Enlightenment & 1800s · 1856–1939
Freud
“What's hidden in your unconscious mind?”
Sigmund Freud argued that your mind is like an iceberg: the part you're aware of is just the tip, while a huge ‘unconscious’ lies hidden beneath. Buried desires, fears, and memories — many from childhood — secretly shape how you act and dream. He invented psychoanalysis to explore this hidden world.

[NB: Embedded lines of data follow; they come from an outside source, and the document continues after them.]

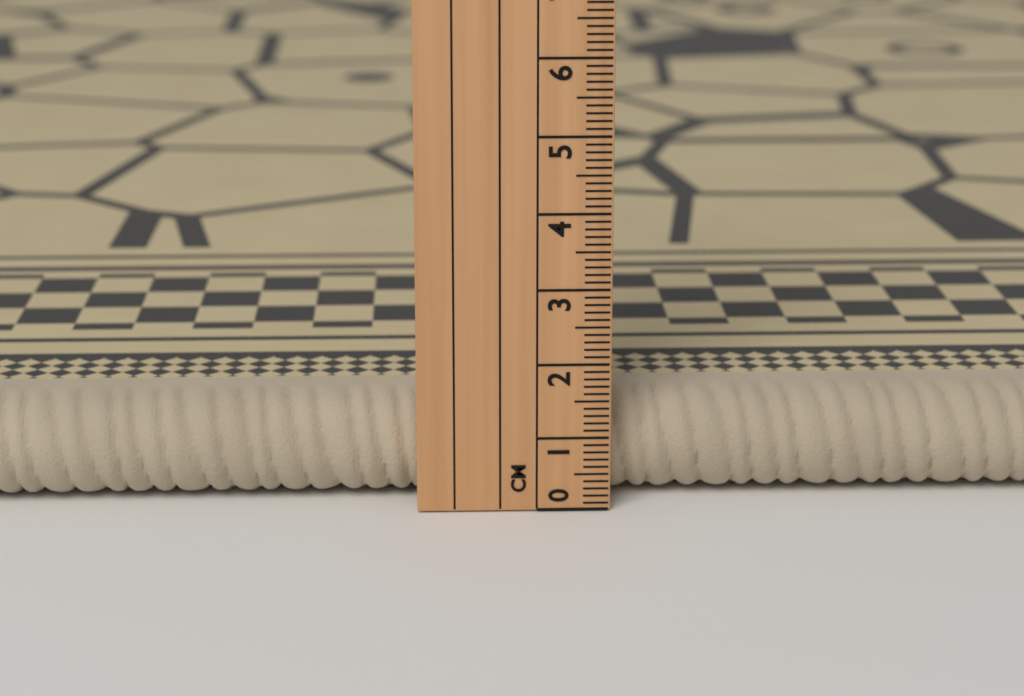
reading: 1.4 cm
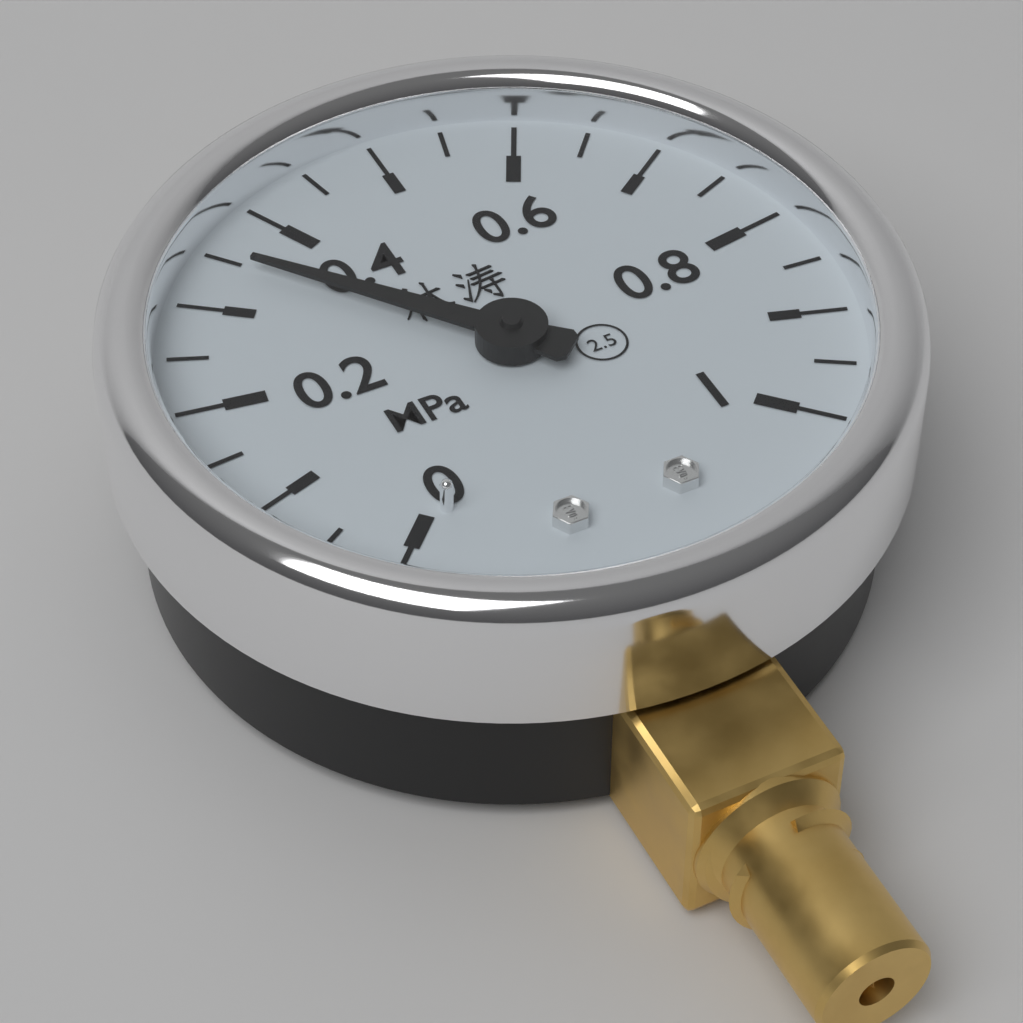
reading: 0.35 MPa
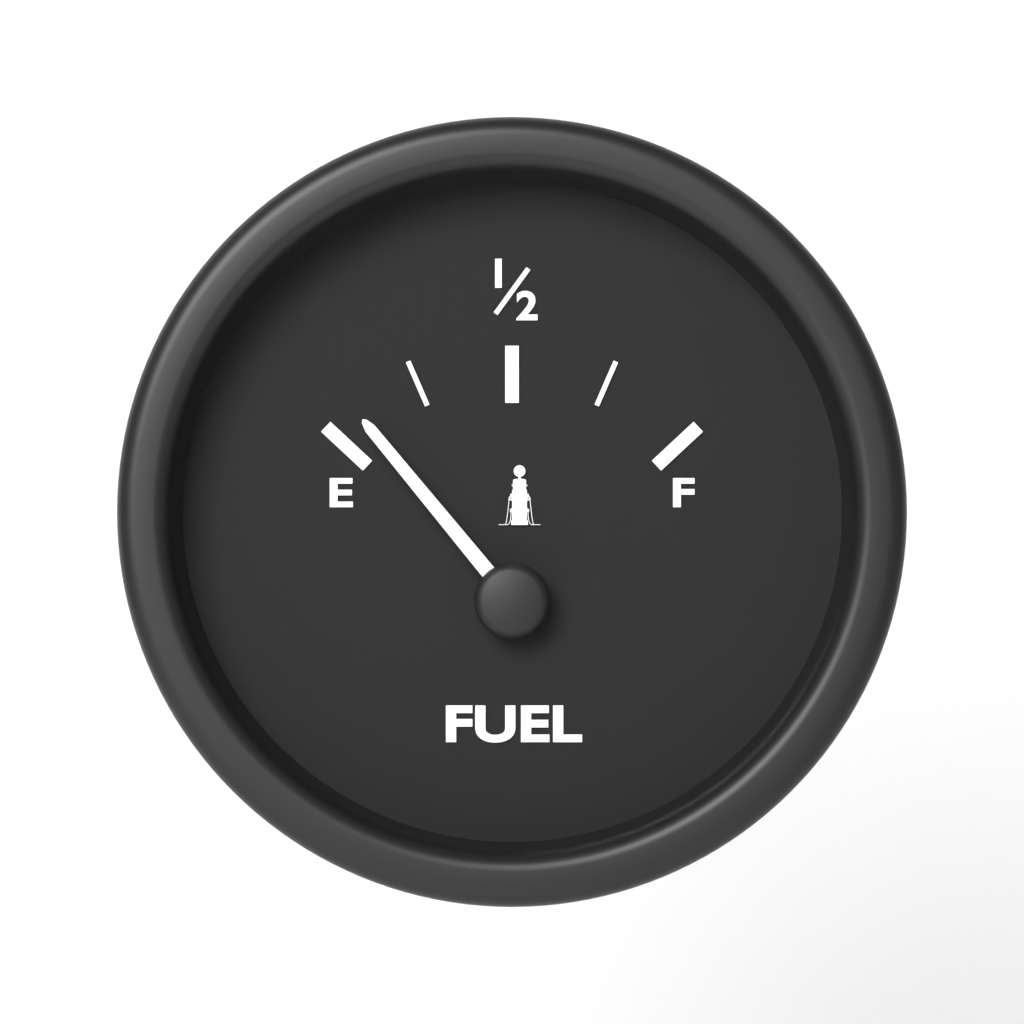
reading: 0.08 (no unit)
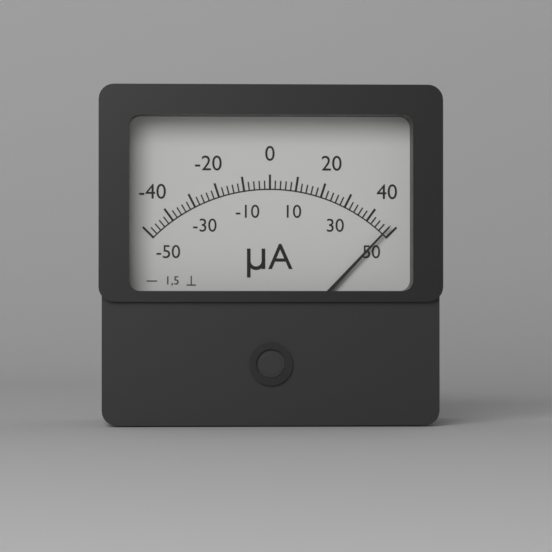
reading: 48 µA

“The mind is like an iceberg — it floats with one-seventh of its bulk above water.”
The big idea
Freud claimed much of human behavior is driven by an unconscious mind full of hidden urges and memories. He divided the psyche into the instinctive ‘id,’ the realistic ‘ego,’ and the moral ‘superego,’ and used dreams and free-association to uncover what lies beneath awareness.
What they changed
He founded psychoanalysis and revolutionized how we think about the mind, childhood, dreams, and mental illness. The very ideas of the ‘unconscious’ and talking through your problems with a therapist come largely from Freud.
The controversy
Many of Freud's specific theories aren't considered scientific today — they're hard to test, and critics say he overemphasized hidden drives. Yet his influence on psychology, art, and everyday language is undeniable.
In their words
- “Unexpressed emotions will never die. They are buried alive and come forth later in uglier ways.” — attributed to Sigmund Freud
- “Being entirely honest with oneself is a good exercise.” — Sigmund Freud
✦ A curious detail
Freud's idea that meaning hides in dreams led to his famous book ‘The Interpretation of Dreams’ — and the therapy couch is still a symbol of his work.
Read further
Meet Freud on the voyage
A curated lecture, a short enquiry, and a wax-seal medallion to acquire — and the next thinker unlocks. No account, no password.